Pokemon Go and physical activity

In honor of the New Year, a post about health. 

A team of researchers from Harvard made a brief video that describes their recent publication. The video includes discussion about their hypothesis generation, methodology, and research findings. 

Their research question: Does the game Pokemon Go actually improve the health of users?


How to use this video in your class:

-This is an easily understood research project to share with your RM students. It also goes into detail about the statistics used for analysis.

-And the researchers, from fancy-pants Harvard, aren't afraid of being a bit silly and having fun as researchers. As demonstrated by the below images from the video:

This guy. Seriously. I hope to some day love my data as much as he loves his data.


And they made graphs using Pokemon balls


-How do we get our research ideas? Sometimes, from observations about every day living. This research was inspired by the Pokemon Go phenomena. I try to convince my students that many research ideas are the result of genuine curiosity about the world, and I think this does a good job of illustrating it.

-One of the co-authors describes the methodology: How the recruited and chose participants, describe the regression model they used, factored out seasonal differences the could affect how much time people spend outside.

-It is a video.

-Accessible example of quasi-experimental methods to create an a control group and an experimental group.

-You could use this video as the Cliff Notes to accompany the actual research paper. For students who are new to reading source material, this might be a soft step into navigating publications.

-Could be good for human factors or health psychology classes in addition to stats/RM.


Description of the task. Across the entries below, how many lines contain the word "Cause"? Give the number alone.

Top of Data shown

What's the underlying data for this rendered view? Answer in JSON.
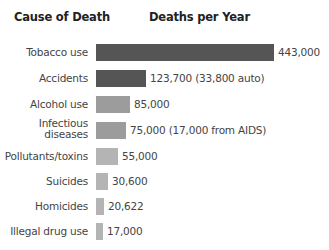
{
  "headers": {
    "cause": "Cause of Death",
    "deaths": "Deaths per Year"
  },
  "colors": {
    "dark": "#555555",
    "mid": "#9c9c9c",
    "light": "#b4b4b4"
  },
  "rows": [
    {
      "label": "Tobacco use",
      "value": 443000,
      "text": "443,000",
      "color": "#555555",
      "top": 44,
      "twoLine": false
    },
    {
      "label": "Accidents",
      "value": 123700,
      "text": "123,700 (33,800 auto)",
      "color": "#555555",
      "top": 70,
      "twoLine": false
    },
    {
      "label": "Alcohol use",
      "value": 85000,
      "text": "85,000",
      "color": "#9c9c9c",
      "top": 96,
      "twoLine": false
    },
    {
      "label": "Infectious diseases",
      "value": 75000,
      "text": "75,000 (17,000 from AIDS)",
      "color": "#9c9c9c",
      "top": 122,
      "twoLine": true
    },
    {
      "label": "Pollutants/toxins",
      "value": 55000,
      "text": "55,000",
      "color": "#b4b4b4",
      "top": 148,
      "twoLine": false
    },
    {
      "label": "Suicides",
      "value": 30600,
      "text": "30,600",
      "color": "#b4b4b4",
      "top": 173,
      "twoLine": false
    },
    {
      "label": "Homicides",
      "value": 20622,
      "text": "20,622",
      "color": "#b4b4b4",
      "top": 198,
      "twoLine": false
    },
    {
      "label": "Illegal drug use",
      "value": 17000,
      "text": "17,000",
      "color": "#b4b4b4",
      "top": 223,
      "twoLine": false
    }
  ],
  "chart_data": {
    "type": "bar",
    "orientation": "horizontal",
    "title": "",
    "xlabel": "Deaths per Year",
    "ylabel": "Cause of Death",
    "categories": [
      "Tobacco use",
      "Accidents",
      "Alcohol use",
      "Infectious diseases",
      "Pollutants/toxins",
      "Suicides",
      "Homicides",
      "Illegal drug use"
    ],
    "values": [
      443000,
      123700,
      85000,
      75000,
      55000,
      30600,
      20622,
      17000
    ],
    "annotations": [
      "443,000",
      "123,700 (33,800 auto)",
      "85,000",
      "75,000 (17,000 from AIDS)",
      "55,000",
      "30,600",
      "20,622",
      "17,000"
    ],
    "grid": false,
    "legend": null,
    "xlim": [
      0,
      443000
    ]
  }
}
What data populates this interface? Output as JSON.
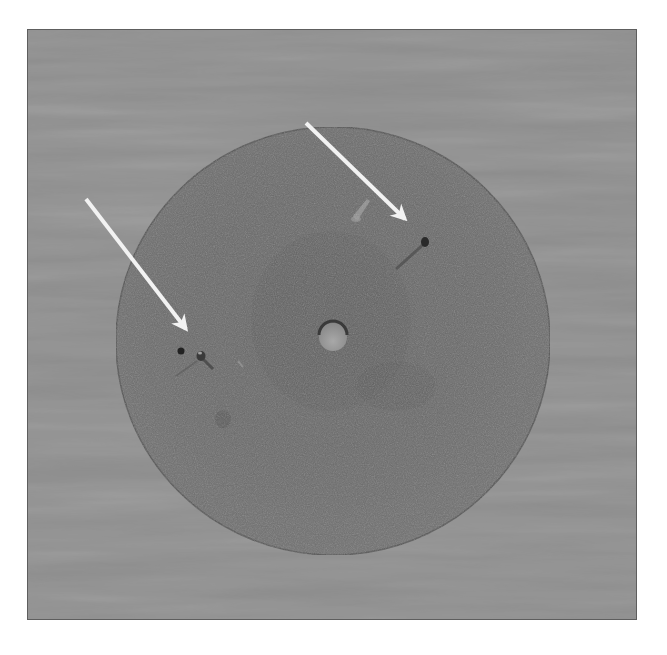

Bottom of Data shown

Your solution. 2